Updated

Oil prices fell on Monday as U.N. Secretary-General Kofi Annan called for more time for weapons inspectors to search Iraq before the United States makes a final decision on going to war.

U.S. light crude (CLc1) slipped 93 cents to $32.25 a barrel and London Brent (LCOc1) dipped 59 cents to $30.05 a barrel.

Chief U.N. weapons inspector Hans Blix on Monday delivered his first full report to the U.N. Security Council on Iraq's cooperation with arms inspectors.

He said: "Iraq appears not to have come to genuine acceptance, not even today, of the disarmament that was demanded of it."

Annan called for more time for the inspections which have been running since late November.

"If they need time, they should be given the time to do their work," Annan told reporters. Arms experts should be given a "reasonable amount of time," he added.

European and Middle Eastern allies are pushing the United States to allow the inspectors more time, possibly until March 1, officials and former policy makers told Reuters at the World Economic Forum in Davos, Switzerland.

"What's driving the timetable for war is not diplomacy but military readiness," said Roger Diwan of consultancny PFC Energy in Washington.

"If the U.S. needs more time to get the military in place it will use that time to seek diplomatic backing but, whether it gets that or not, we still expect war to start some time between the middle of February and early March."

Blix said that documents Iraq submitted in a 12,000-page declaration had not answered questions on the whereabouts of the deadly VX nerve gas, two tons of nutrients or growth media for biological agents, such as anthrax, and 550 artillery shells filled with mustard gas and 6,500 chemical bombs.

And despite assurances from Iraq that it would encourage its scientists to submit to private interviews, no such talks have taken place and Baghdad had blocked the use of U-2 surveillance flights over all parts of Iraq.

At the same time the inspectors had not found evidence of banned activity or production facilities at any of the sites investigated that the United States says exist.

Attention now will turn to President Bush's State of the Union address on Tuesday. Bush is then due to meet key ally Britain's Prime Minister Tony Blair later this week. Britain has sent thousands of troops to join a U.S. military build-up in the Gulf.

The world's biggest oil exporter Saudi Arabia, said at the weekend that it and fellow OPEC members were pumping sufficient volumes to prevent shortages.

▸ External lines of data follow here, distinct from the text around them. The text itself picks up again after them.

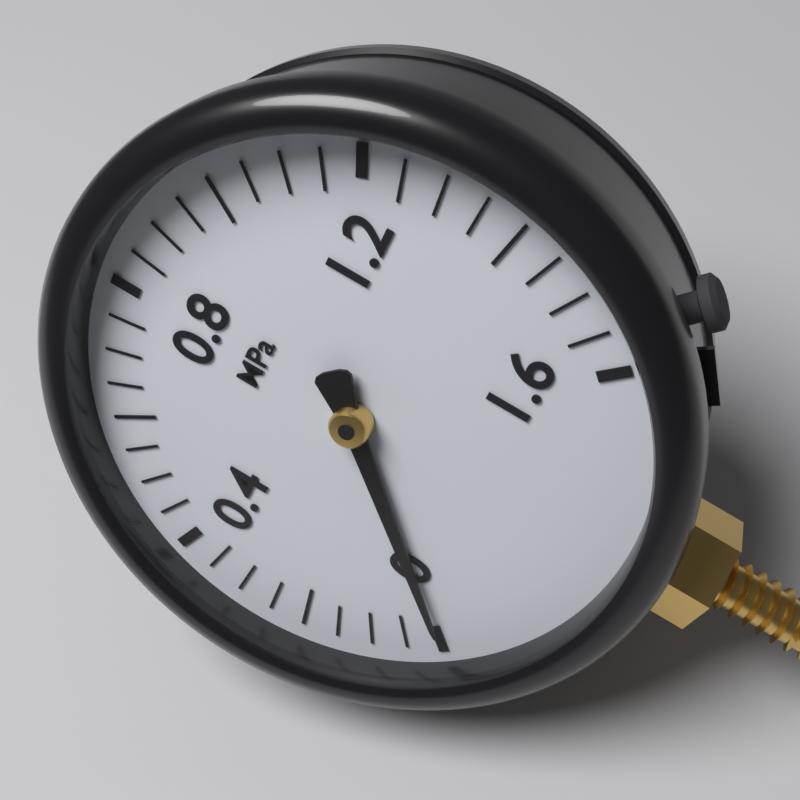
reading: 0.00 MPa
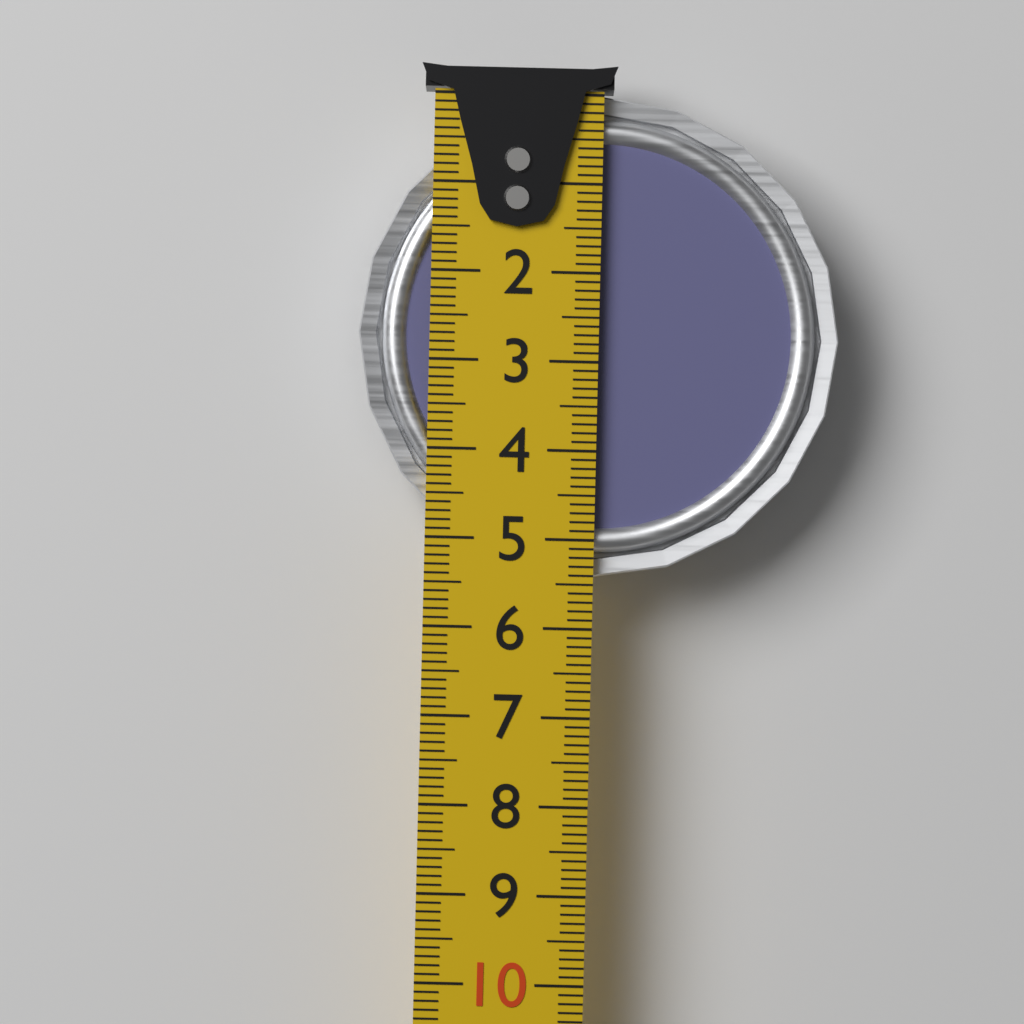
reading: 5.4 cm
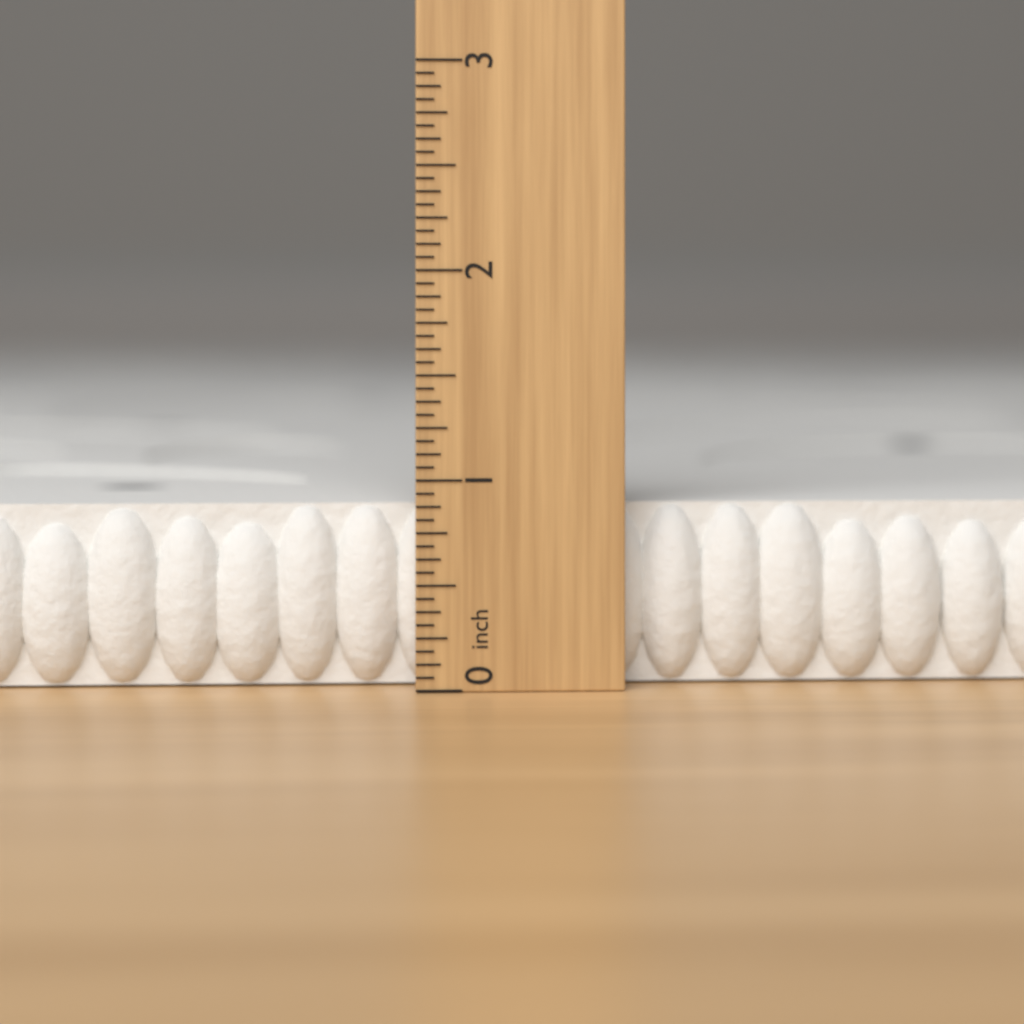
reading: 0.8750 inch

Traders fear an attack on Iraq might coincide with the ongoing strike in Venezuela, which has cut exports from the world's fifth-biggest exporter.

"There is no shortage in the market and there should be no reason for prices where they are today," Saudi Oil Minister Ali al-Naimi told a panel at the World Economic Forum in Davos.

"We checked. We called. I checked with individual customers, refineries and others. I ask them one question: Do you feel you need more oil? And the answer is no," he said.

OPEC agreed two weeks ago to raise output by 1.5 million barrels per day to counter some of the shortfall caused by a nationwide strike in Venezuela.

Venezuela's President Hugo Chavez hinted at the weekend that he may be forced to take up arms if he were defeated by the opposition movement, which is calling for Chavez to step down.

Venezuelan crude output has recovered from lows in December and strikers said on Monday production was about 966,000 bpd, 29 percent of pre-strike levels. Chavez claims production has reached 1.32 million bpd.